On the other hand, there are some linguistic utterances that come very heavily weighted to a specific context and are meaningful in part because most speakers are trying to invoke that context, and assuming that auditors will get it. Consider the phrase “I have a dream.” It is perfectly iterable in the sense that it is meaningful in contexts other than the MLK speech. But most of the time, invoking is to make a cultural reference. When the LLM does this, it is not making a cultural reference, because it does not understand singular events as singular. Instead, they are patterns and regularities in the training data.
Here is ChatGPT 3.5:
It is as if one of those overpaid corporate consultants took some drugs (a lot of drugs). It does sort of evoke the MLK speech (“I dream of a future…”) but it really doesn’t feel like a reference so much as a drug-addled memory. Indeed – and I have some thoughts about this that I’ll try to develop in a future post – there’s some real Derridean questions we can ask: is this a “serious” text? Is it making fun of drug-addled corporate consultants? If it were a person producing that paragraph, we’d look to the context of the utterance for some clues on whether/how to read it. The LLM’s context is determined by statistics, and its output is going to be differently legible.
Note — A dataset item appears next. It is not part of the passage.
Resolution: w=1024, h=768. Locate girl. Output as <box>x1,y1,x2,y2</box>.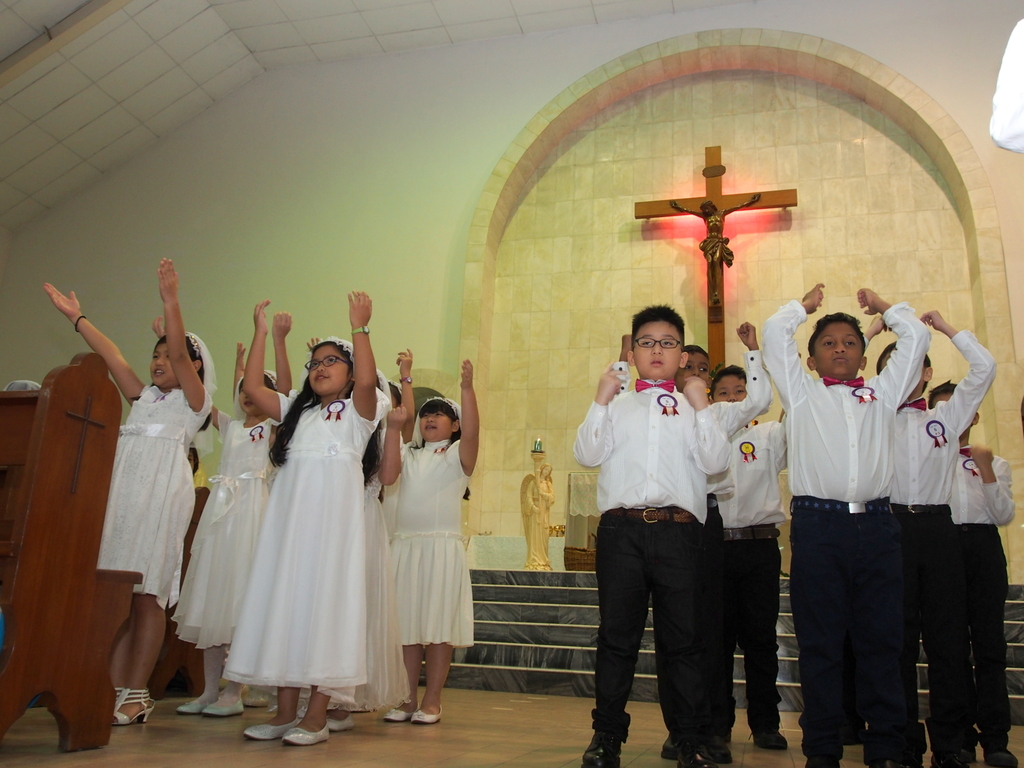
<box>155,321,291,707</box>.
These issues strike me as worth pursuing in part because of some work by Yarden Katz on how image recognition software handles singular historical events, like the picture of Ruby Bridges being escorted into school. In those cases, it classifies the image – as a picture of people walking together – but it completely misses both the signification of the image (something to the effect of “desegregation happening”) and the referent (Bridges). In short, LLMs are treating the iterability/context nexus differently from how people do, and the move toward a statistical metric of context can generate results that are very strange from the point of view of a human language user.